Magia and Gender
Magia is currently being translated into Portugeuse, and my friend translating the text asked a pertinent question:
Portuguese is a gendered language. As you may know, in gendered languages the "male" or "masculine" is used as neutral, and this fact reflects social and cultural aspects of a patriarchal system. God is always "him" because the noun is always "male". It seems to me that Aion is ungendered, right?
And further:
When you write "men and women of Alabaster", do you think I can say in Portuguese something in terms of "all the people", or "all the persons", or "all the human beings" of Alabaster? This is a related question because we have all this discussion today about gender and non-binarism, and I think not only magic but also your work talks to each and everyone regardless.
I thought my response was worth sharing, because I have no idea how well I have communicated on this issue in the past.
Disclosure comes first
In the first instance, Aion must be allowed to disclose his own nature, same with the Goddess. Who are we to decide their identities?
Similarly, we must also allow the teaching to disclose its own nature - or are we to take the attitude we already know what it means? (Which renders the teaching pointless.)
Aion has disclosed his own nature first as 'I' and 'we', but secondly as male and father. He is Speech. Also the Sun.
The Goddess has disclosed her own nature as female and mother. She is Silence, the Moon, and is hidden in Aion's name in the Holy of Holies. Saying his name is how we honour her. (Everyone always wants her name, but she is not to be possessed in that way.)
If we un-gender Aion, She is erased.
I can understand the impulse to make Aion ungendered because gender isn’t an issue with God, but to un-gender Aion is to make gender an issue for him, which he has not done.
Why is Aion the true name for God? Because the fact God is a plurality (so everyone - whether they recognise it or not - is in one sense analogically male in a specific relationship) seems to be the salient aspect.
Analogical relationship, not personal identity
The God and Goddess are father and mother, and the name Aion is a way of understanding a family structure or 'formula' for creation (and so initiation, which is really just completing the circle of creation).
Being principally concerned with creation, we cannot escape the reality of sex: vaginas/wombs/eggs (female) and penises/sperm (male). (This formula is explained in-depth in the magical castle videos.) This isn't a political or social instruction, but an analogical symbolism that anyone can apply to themselves to understand a specific relationship between (ultimately) their own parts.
I do not need to be currently combusting to understand ‘awakening is a fire’. I do not need bees to share my specific sex, gender, race, orientation, etc. in order to understand bee social relationships. This is the correct attitude to approach understanding our relationship analogically with the God and Goddess (or anything else we would use analogy for).
What are the sexual analogies for the God and Goddess?
Symbolically, the male/female pairing is the generative biological relationship (penis/vagina, sperm/egg) upon which we can understand analogically the relationship between the initiate (male) and the Goddess (female), or the soul (female) and God (male).
The Magia practitioner should be able to understand themselves as male as initiate, and as female as the soul, in order to analogically understand their relationship with both Goddess and God, within the Magia teaching.
If a person cannot do this because the symbols don’t match the details of their own identity, they will not be able to practice Magia anyway - given analogy is a key feature - and, for everyone’s safety, probably shouldn’t be allowed to drive either.
Concerns of exclusion surrounding the use of analogical symbolism are an exercise in pretending to study the teaching to change the teaching, when we should instead be studying the teaching to have it change us.
Alabaster analogies
As for the 'men and women of alabaster', Aion’s first mention of this analogical symbolism is actually, ‘men of alabaster’. I’m pretty much convinced this was the old usage of the term ‘men’, meaning ‘humans’ (i.e. ‘men’ and ‘women’ are both versions of ‘men’).
It is no longer politically acceptable in the English speaking world to use ‘men’ in this sense; but in my opinion, a translation into Portuguese of the equivalent of ‘people’ or ‘humans of alabaster’ would be accurate for this first mention.
Ironically, for English speakers, the second expression of ‘men and women of alabaster’ would be considered more politically-inclusive than the first, but is obviously not inclusive enough for today’s left-wing political position.
However, given the first usage, I can’t see how it isn’t meant the same in the second usage.
The One Job
Regardless, I have one job: not to alter or change the teaching based on personal preference (or likely ignorance), because I don’t get to decide its nature (if I did, it would negate the existence of the teaching, because there would be nothing to disclose).
As translator, this responsibility has now fallen to you!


◆ **Task**: Using the records below, copy exactly the part that opens with the line holding "Examine image for *stool*." and closes with the line holding "Resolution: 1024px x", minus the pictures.

◆ **Record extracts**:
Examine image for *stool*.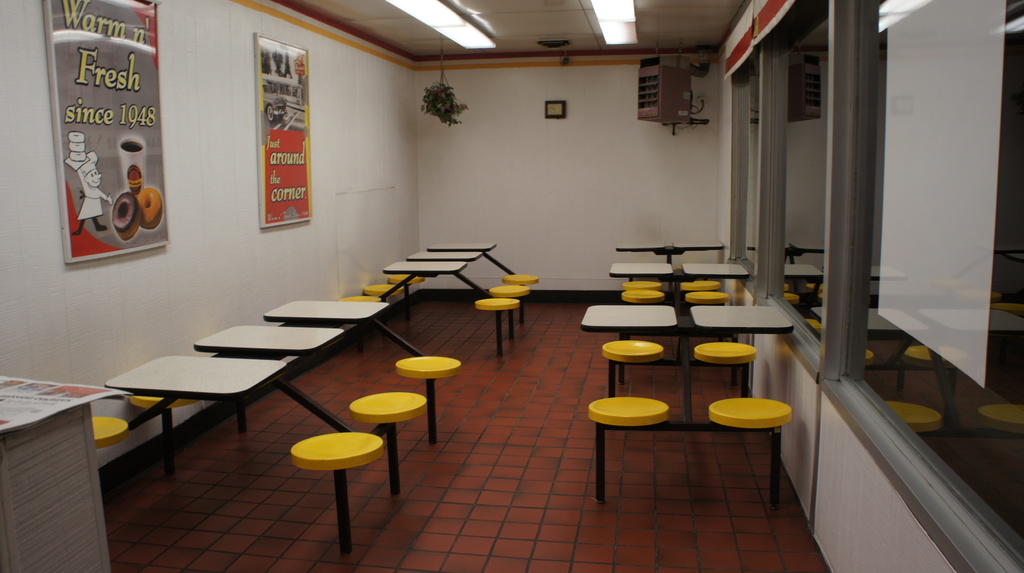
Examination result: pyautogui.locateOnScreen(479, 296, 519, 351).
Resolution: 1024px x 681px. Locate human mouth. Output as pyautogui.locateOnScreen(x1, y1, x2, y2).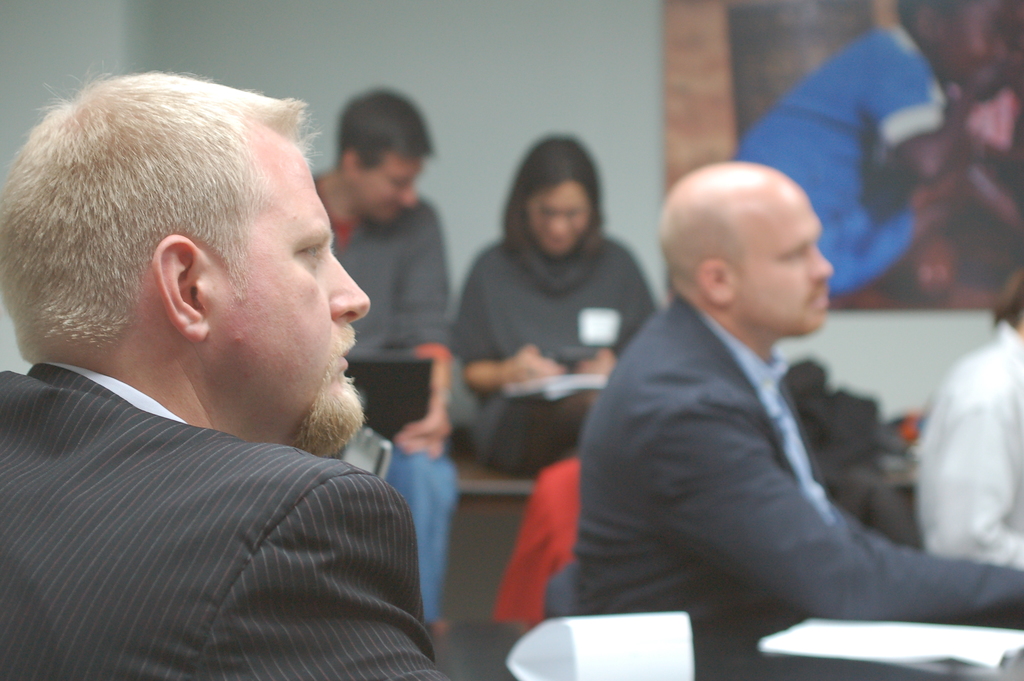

---

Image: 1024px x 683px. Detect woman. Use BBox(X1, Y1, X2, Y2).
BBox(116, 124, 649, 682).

◆ **Response area**:
Examine image for *stool*.
Examination result: pyautogui.locateOnScreen(479, 296, 519, 351).
Resolution: 1024px x 681px. Locate human mouth. Output as pyautogui.locateOnScreen(x1, y1, x2, y2).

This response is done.